Reaching into her robes, Ao Wen untied the leather cord that had been around her neck since the day of the awakening ceremony and presented the jade carving of a leaping carp to Hou Jia. "Your husband carved this for your daughter. Keep it to remember her," she said, eyes misty. Turning away from her mother, Ao Wen pulled Feng Xi out of the door and all the way to the back alley before she collapsed to sit on the ground, tears blinding her as sobs shook her body.
In the kitchen, Hou Jia clutched the jade pendant and stared out the door, suppressing every urge she had to chase after the two young women. She had to remind herself of the events of that day at the banquet, when Ao Wen had humiliated Long Ma in front of everyone, provoking the disaster that all but took her husband from her, and all the other things she'd done or not done since she returned home from that ceremony.
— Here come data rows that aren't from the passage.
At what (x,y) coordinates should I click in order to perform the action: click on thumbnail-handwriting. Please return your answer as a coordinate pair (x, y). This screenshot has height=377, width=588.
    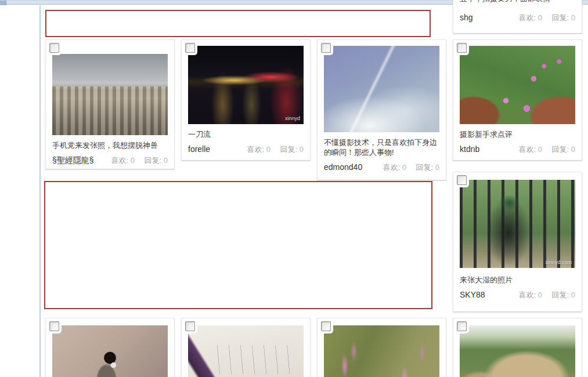
    Looking at the image, I should click on (246, 351).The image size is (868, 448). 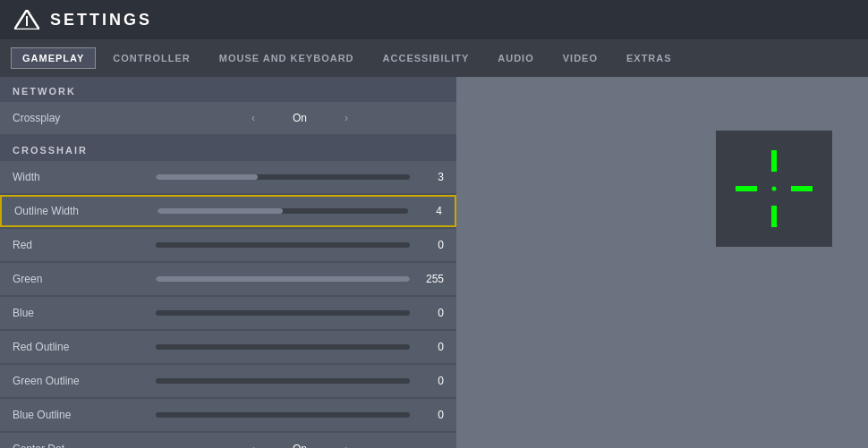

Fighting with Aesthete Qing and humiliating him in public had done what? According to Alchemy Novice Wu, Aesthete Qing had helped make weapons for Long Ma to hunt her family with, just so he too could get his revenge on Ao Wen. Who knew what tragedies they'd face when Alchemist Wai Dan recovered from his wounds?
"It's better this way," she told herself firmly. "Anything else she does will only bring us more bad fortune. It's better that she stays away. She stopped being our daughter anyway. Better we all stop pretending that she still is," she said to the empty kitchen, trying not to remember the crushed look in Ao Wen's eyes as she left. This was for the best, wasn't it?